Litte Drummer Boy? Louisville defensive end Greg Scruggs hitting opponents, not snare drums

By Will Graves, AP
Friday, September 11, 2009

Louisville DE Scruggs beating opponents, not drums

LOUISVILLE, Ky. — Greg Scruggs knows the jokes are coming. He knows his Louisville teammates just can’t help themselves, that the chance to poke fun at the easy going sophomore defensive end are just too irresistible to pass up.

So whenever the former band member finds himself in the vicinity of a set of drums and a handful of teammates, he bites his tongue and waits.

“If there are drums anywhere around, everybody looks to Drummer Boy,” Scruggs said with a laugh.

And when teasing starts, Scruggs does what he always does: He laughs. And then maybe — if he’s in the mood — he’ll give them a quick show. Just a little something to remind them that football players come from all kinds of places, even the marching band.

Long before he became a one-year phenom at St. Xavier (Ohio) High, Scruggs spent six years marching across football fields with a set of drums strapped over his shoulders dreaming of one day playing at a historically black university.

Between sixth grade and his junior year of high school, a typical day for Scruggs included two hours with the marching band after school, head home for a quick dinner, then two more hours of practice with a community band.

Football was mostly an afterthought. He tried it a couple of times. At one point he spent a week or so with a team located on the other side of Cincinnati. His mother, Anita Felton, tried to make it work before the single parent of four realized it was simply too expensive.

So Scruggs stuck with the drums. His mother saved up extra money so he and older brother Craig — also a drummer — could go to the movies to see “Drumline” when it came out in 2002. The movie chronicles a New York City street drummer who heads to a southern university and learns — after a few bumps in the road — what it takes to be a drum major.

The movie remains one of Scruggs’ favorites. He has the whole thing nearly memorized. Not just the dialogue, but the cadence of the drum solos. Don’t believe him? Pop it in and enjoy the show.

“I know every single thing by heart,” he said. “I show people because they don’t think I do. So I pull out some pencils and start doing it.”

For years the future seemed laid out. Scruggs would follow in his brother’s footsteps, head to an HBCU and do his thing. Yet his two best friends — Darius Ashley and Stephon Ball, stars at St. Xavier — kept bugging him, kept looking at his 6-foot-4 frame and telling him he was missing out on his true calling.

Finally, burned out after six years in band, Scruggs gave in on the eve of his senior year. His curiosity simply got the best of him.

“People were telling me if I’d play I could get a scholarship,” Scruggs said. “I didn’t want to leave any stone unturned when I graduated from high school.”

It didn’t take long for him to get comfortable. He collected 57 tackles and nine sacks during his one season of high school ball, enough to catch the attention of the Louisville coaching staff. So he traded in his drumsticks for shoulder pads and followed Ashley and Ball to the Cardinals.

Despite his lack of experience, Louisville opted not to redshirt Scruggs. He ended up playing nine games as a freshman, starting the season finale against Rutgers.

“He breaks the mold,” said defensive line coach Ken Delgado. “He’s intelligent, articulate, very detailed. That’s probably why he’s a little bit more advanced.”

Even if he’s not the typical defensive lineman. Sure, he tried to turn into one of those snarling, surly guys. But that’s just not him.

Check the team picture. He’s the only one in the sea of faces who is smiling.

“I want people to assume I’m a soft guy, that’ll be their first mistake,” Scruggs said. “Besides, coach Delgado breeds you into a tough guy whether you want to be or not.”

Maybe, but Scruggs didn’t have that far to go. Turns out band isn’t exactly for the meek. Ask Scruggs if there’s anything that translates between marching and football and he doesn’t hesitate.

“Discipline,” he said. “Drumming was all discipline. (Football) will train you mentally, getting your mind right, preparing yourself for the big game. But in band, when they’re making you stand absolutely still on the field for 10 minutes in the beaming sun knowing that if you move one inch the clock will start over, that will discipline you.”

Does he miss it? Sure. And while he loves football, he feels a pinch of nostalgia when he heads to the locker room for halftime and the band shuffles by on its way to perform.

“Playing football in front of all these people, that’s fun, but there’s always ups and downs in football,” Scruggs said. “In band, it was always up. There was no down. The only down was when you had to stop playing.”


● REQUIRED ACTION
The records that follow are to be reproduced exactly. Any pictures in them are left out.

● SOURCE MATERIAL
○ ○ ○ ○ ○ ○ ○

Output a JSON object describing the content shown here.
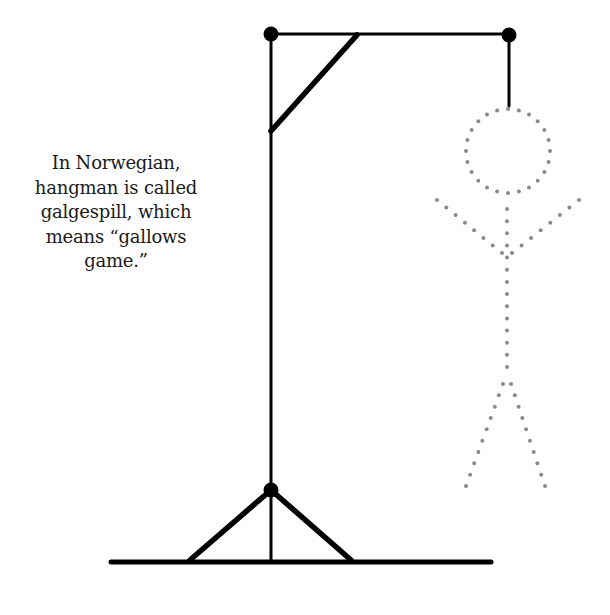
{
  "fact": {
    "lines": [
      "In Norwegian,",
      "hangman is called",
      "galgespill, which",
      "means “gallows",
      "game.”"
    ]
  },
  "colors": {
    "gallows": "#000000",
    "figure_dots": "#8a8a8a",
    "text": "#1a1a1a",
    "background": "#ffffff"
  },
  "gallows": {
    "ground": {
      "x1": 111,
      "y1": 562,
      "x2": 491,
      "y2": 562
    },
    "post": {
      "x1": 271,
      "y1": 34,
      "x2": 271,
      "y2": 562
    },
    "beam": {
      "x1": 271,
      "y1": 34,
      "x2": 509,
      "y2": 34
    },
    "brace": {
      "x1": 357,
      "y1": 35,
      "x2": 271,
      "y2": 131
    },
    "base_left": {
      "x1": 271,
      "y1": 490,
      "x2": 190,
      "y2": 560
    },
    "base_right": {
      "x1": 271,
      "y1": 490,
      "x2": 351,
      "y2": 560
    },
    "rope": {
      "x1": 509,
      "y1": 35,
      "x2": 509,
      "y2": 106
    },
    "joints": [
      {
        "cx": 271,
        "cy": 34,
        "r": 7.5
      },
      {
        "cx": 509,
        "cy": 35,
        "r": 7.5
      },
      {
        "cx": 271,
        "cy": 490,
        "r": 7.5
      }
    ]
  },
  "figure": {
    "head": {
      "cx": 508,
      "cy": 151,
      "r": 42,
      "dot_count": 24
    },
    "body": {
      "x1": 507,
      "y1": 209,
      "x2": 507,
      "y2": 367
    },
    "arm_left": {
      "x1": 437,
      "y1": 200,
      "x2": 502,
      "y2": 253
    },
    "arm_right": {
      "x1": 579,
      "y1": 200,
      "x2": 512,
      "y2": 253
    },
    "leg_left": {
      "x1": 503,
      "y1": 384,
      "x2": 466,
      "y2": 486
    },
    "leg_right": {
      "x1": 511,
      "y1": 384,
      "x2": 545,
      "y2": 486
    }
  }
}
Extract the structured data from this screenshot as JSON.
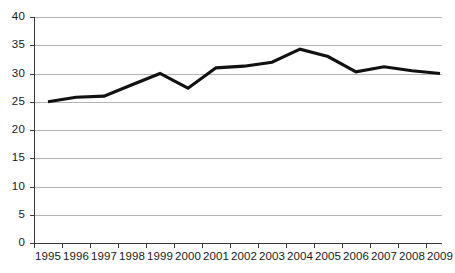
{
  "chart_data": {
    "type": "line",
    "title": "",
    "subtitle": "",
    "xlabel": "",
    "ylabel": "",
    "categories": [
      "1995",
      "1996",
      "1997",
      "1998",
      "1999",
      "2000",
      "2001",
      "2002",
      "2003",
      "2004",
      "2005",
      "2006",
      "2007",
      "2008",
      "2009"
    ],
    "values": [
      25.0,
      25.8,
      26.0,
      28.0,
      30.0,
      27.4,
      31.0,
      31.3,
      32.0,
      34.3,
      33.0,
      30.3,
      31.2,
      30.5,
      30.0
    ],
    "series": [
      {
        "name": "series-1",
        "values": [
          25.0,
          25.8,
          26.0,
          28.0,
          30.0,
          27.4,
          31.0,
          31.3,
          32.0,
          34.3,
          33.0,
          30.3,
          31.2,
          30.5,
          30.0
        ],
        "color": "#111111"
      }
    ],
    "ylim": [
      0,
      40
    ],
    "yticks": [
      0,
      5,
      10,
      15,
      20,
      25,
      30,
      35,
      40
    ],
    "ytick_labels": [
      "0",
      "5",
      "10",
      "15",
      "20",
      "25",
      "30",
      "35",
      "40"
    ],
    "xtick_labels": [
      "1995",
      "1996",
      "1997",
      "1998",
      "1999",
      "2000",
      "2001",
      "2002",
      "2003",
      "2004",
      "2005",
      "2006",
      "2007",
      "2008",
      "2009"
    ],
    "grid": true,
    "grid_axis": "y",
    "grid_color": "#b4b4b4",
    "axis_color": "#3a3a3a",
    "legend": false,
    "legend_position": "none",
    "markers": false,
    "annotations": []
  },
  "colors": {
    "line": "#111111",
    "grid": "#b4b4b4",
    "axis": "#3a3a3a",
    "text": "#1a1a1a",
    "background": "#ffffff"
  }
}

○ ○ ○ ○ ○ ○ ○

● RESULT BELOW
Output a JSON object describing the content shown here.
{
  "fact": {
    "lines": [
      "In Norwegian,",
      "hangman is called",
      "galgespill, which",
      "means “gallows",
      "game.”"
    ]
  },
  "colors": {
    "gallows": "#000000",
    "figure_dots": "#8a8a8a",
    "text": "#1a1a1a",
    "background": "#ffffff"
  },
  "gallows": {
    "ground": {
      "x1": 111,
      "y1": 562,
      "x2": 491,
      "y2": 562
    },
    "post": {
      "x1": 271,
      "y1": 34,
      "x2": 271,
      "y2": 562
    },
    "beam": {
      "x1": 271,
      "y1": 34,
      "x2": 509,
      "y2": 34
    },
    "brace": {
      "x1": 357,
      "y1": 35,
      "x2": 271,
      "y2": 131
    },
    "base_left": {
      "x1": 271,
      "y1": 490,
      "x2": 190,
      "y2": 560
    },
    "base_right": {
      "x1": 271,
      "y1": 490,
      "x2": 351,
      "y2": 560
    },
    "rope": {
      "x1": 509,
      "y1": 35,
      "x2": 509,
      "y2": 106
    },
    "joints": [
      {
        "cx": 271,
        "cy": 34,
        "r": 7.5
      },
      {
        "cx": 509,
        "cy": 35,
        "r": 7.5
      },
      {
        "cx": 271,
        "cy": 490,
        "r": 7.5
      }
    ]
  },
  "figure": {
    "head": {
      "cx": 508,
      "cy": 151,
      "r": 42,
      "dot_count": 24
    },
    "body": {
      "x1": 507,
      "y1": 209,
      "x2": 507,
      "y2": 367
    },
    "arm_left": {
      "x1": 437,
      "y1": 200,
      "x2": 502,
      "y2": 253
    },
    "arm_right": {
      "x1": 579,
      "y1": 200,
      "x2": 512,
      "y2": 253
    },
    "leg_left": {
      "x1": 503,
      "y1": 384,
      "x2": 466,
      "y2": 486
    },
    "leg_right": {
      "x1": 511,
      "y1": 384,
      "x2": 545,
      "y2": 486
    }
  }
}
Extract the structured data from this screenshot as JSON.
{
  "chart_data": {
    "type": "line",
    "title": "",
    "subtitle": "",
    "xlabel": "",
    "ylabel": "",
    "categories": [
      "1995",
      "1996",
      "1997",
      "1998",
      "1999",
      "2000",
      "2001",
      "2002",
      "2003",
      "2004",
      "2005",
      "2006",
      "2007",
      "2008",
      "2009"
    ],
    "values": [
      25.0,
      25.8,
      26.0,
      28.0,
      30.0,
      27.4,
      31.0,
      31.3,
      32.0,
      34.3,
      33.0,
      30.3,
      31.2,
      30.5,
      30.0
    ],
    "series": [
      {
        "name": "series-1",
        "values": [
          25.0,
          25.8,
          26.0,
          28.0,
          30.0,
          27.4,
          31.0,
          31.3,
          32.0,
          34.3,
          33.0,
          30.3,
          31.2,
          30.5,
          30.0
        ],
        "color": "#111111"
      }
    ],
    "ylim": [
      0,
      40
    ],
    "yticks": [
      0,
      5,
      10,
      15,
      20,
      25,
      30,
      35,
      40
    ],
    "ytick_labels": [
      "0",
      "5",
      "10",
      "15",
      "20",
      "25",
      "30",
      "35",
      "40"
    ],
    "xtick_labels": [
      "1995",
      "1996",
      "1997",
      "1998",
      "1999",
      "2000",
      "2001",
      "2002",
      "2003",
      "2004",
      "2005",
      "2006",
      "2007",
      "2008",
      "2009"
    ],
    "grid": true,
    "grid_axis": "y",
    "grid_color": "#b4b4b4",
    "axis_color": "#3a3a3a",
    "legend": false,
    "legend_position": "none",
    "markers": false,
    "annotations": []
  },
  "colors": {
    "line": "#111111",
    "grid": "#b4b4b4",
    "axis": "#3a3a3a",
    "text": "#1a1a1a",
    "background": "#ffffff"
  }
}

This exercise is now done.